The girls split up inside—Skullette veered off toward the cleaning aisle, Firefang wandered toward pet supplies. Flamewing wheeled herself toward the garden section, drawn by the rows of bright perennials. For a minute, it was peaceful. The kind of ordinary moment you didn’t realize you missed until it was happening.
Then, out of nowhere, hands shoved down on the handles of her chair.
“What—?!” she gasped, feeling her balance shift.
Before she could steady herself, someone pushed hard. Flamewing’s weight pitched forward and she hit the floor with a thud that jarred her whole body.
Dazed, she looked up and saw a woman—broad-shouldered, loud, wearing expensive sunglasses indoors—plop herself down in Flamewing’s wheelchair like it was a spare seat at a picnic table.
“What the hell do you think you’re doing?” Flamewing snapped, struggling to sit upright.
“I need it more than you,” the woman said, already rolling away. “You weren’t even using it. People like you just take up space.”
Flamewing blinked. “It’s my chair!”
But the woman was already halfway down the aisle, casually maneuvering like she had every right in the world to be there.

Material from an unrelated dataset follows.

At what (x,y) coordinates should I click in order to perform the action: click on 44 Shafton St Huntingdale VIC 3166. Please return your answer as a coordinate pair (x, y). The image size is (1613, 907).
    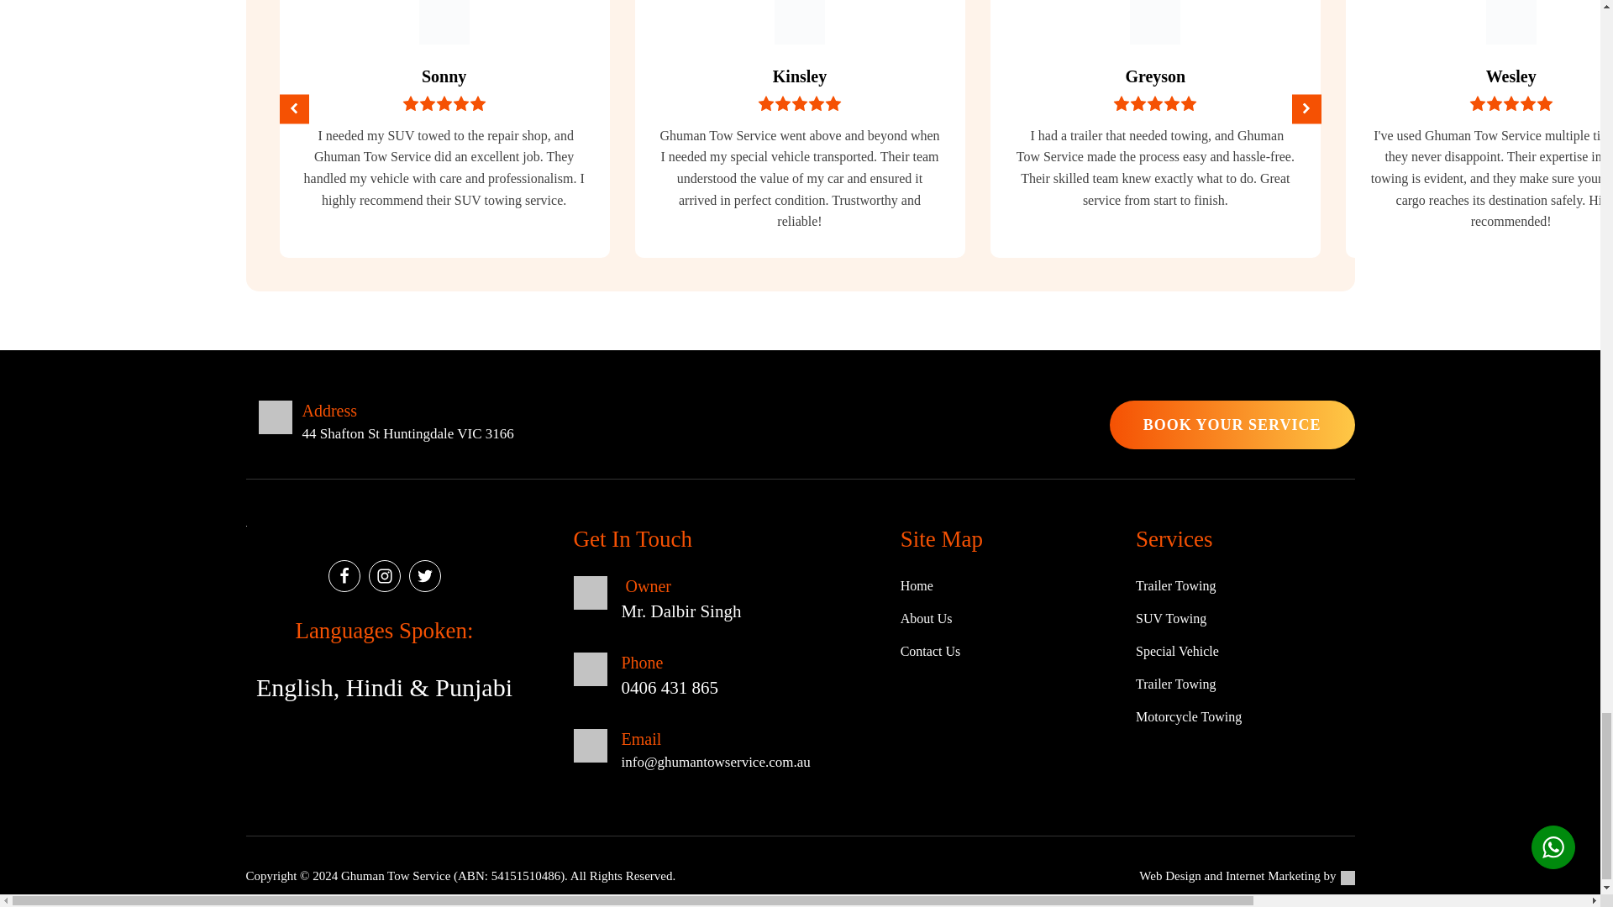
    Looking at the image, I should click on (408, 434).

By the time Skullette and Firefang came back with their arms full of detergent and dog biscuits, they found their grandmother on the ground, propped on one elbow and shaking with both pain and fury.
“Skullette!” Flamewing barked, pointing. “She took my chair!”

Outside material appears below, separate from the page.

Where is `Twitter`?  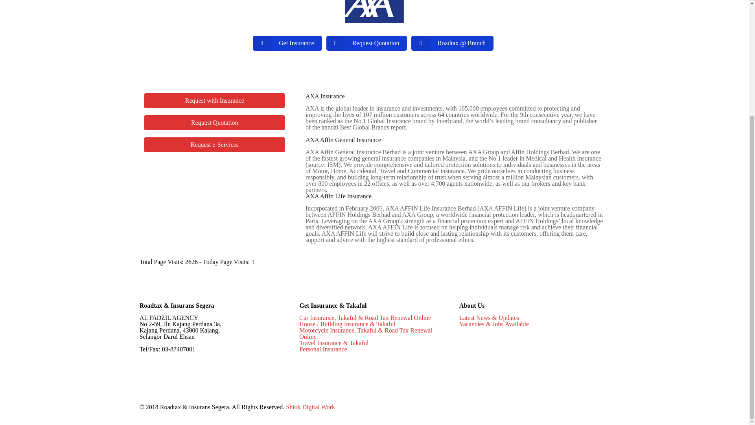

It didn’t take long after that. Store staff rushed in. A security guard got the story and called the cops. The woman, cornered near the registers and acting like nothing was wrong, rolled her eyes when they asked her to stop.
“She left it there,” she said, shrugging. “You can’t steal a store wheelchair.”

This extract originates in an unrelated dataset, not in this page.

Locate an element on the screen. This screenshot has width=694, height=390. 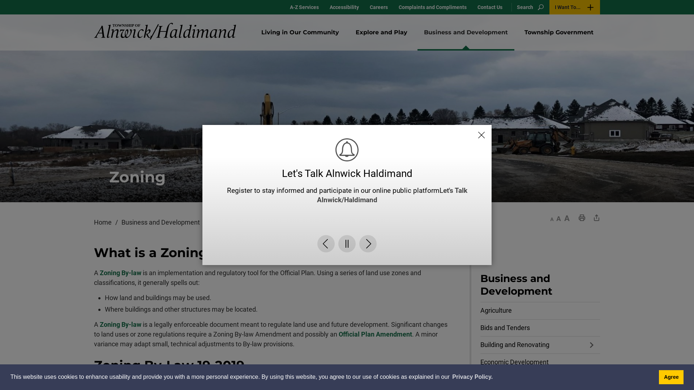
et's Talk Alnwick/Haldimand is located at coordinates (392, 195).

Firefang stepped forward, pointing to the canvas satchel still clipped to the chair’s armrest. “That’s our grandmother’s name. That’s her medical bag. You think a store chair comes with personal prescriptions and a glucose monitor?”
Inside the bag: Flamewing’s documents, a doctor’s letter, and a medication list. Skullette pulled up a photo on her phone from last week—Flamewing smiling from that exact chair, in their kitchen, with a half-finished puzzle on the table.
“Oh,” the officer muttered, his tone shifting instantly. “Yeah. That’ll do.”
The woman kept protesting—something about people faking conditions, about how tired she was, about how she was being “picked on.” None of it mattered. Security footage confirmed everything. She’d shoved Flamewing out of her own chair and wheeled off like it was hers.
She was charged with grand theft and assault on a disabled person.
The officer turned to the family. “You have the option to submit a statement or file a full court complaint. Up to you.”
Flamewing looked at her granddaughters, then exhaled. “We’ll do the statement.”
“I still don’t understand what I did wrong!” the woman shrieked, being led away.
“You will,” Flamewing muttered. “One way or another.”
They stayed long enough to get everything filed, then finished their shopping, quiet but steady. By the time they got home, Flamewing was exhausted, but her chair was hers again, and her girls had backed her up without hesitation.
It was a jarring reminder that entitlement could be loud and cruel—but that love, when it showed up fast and fierce, could be louder.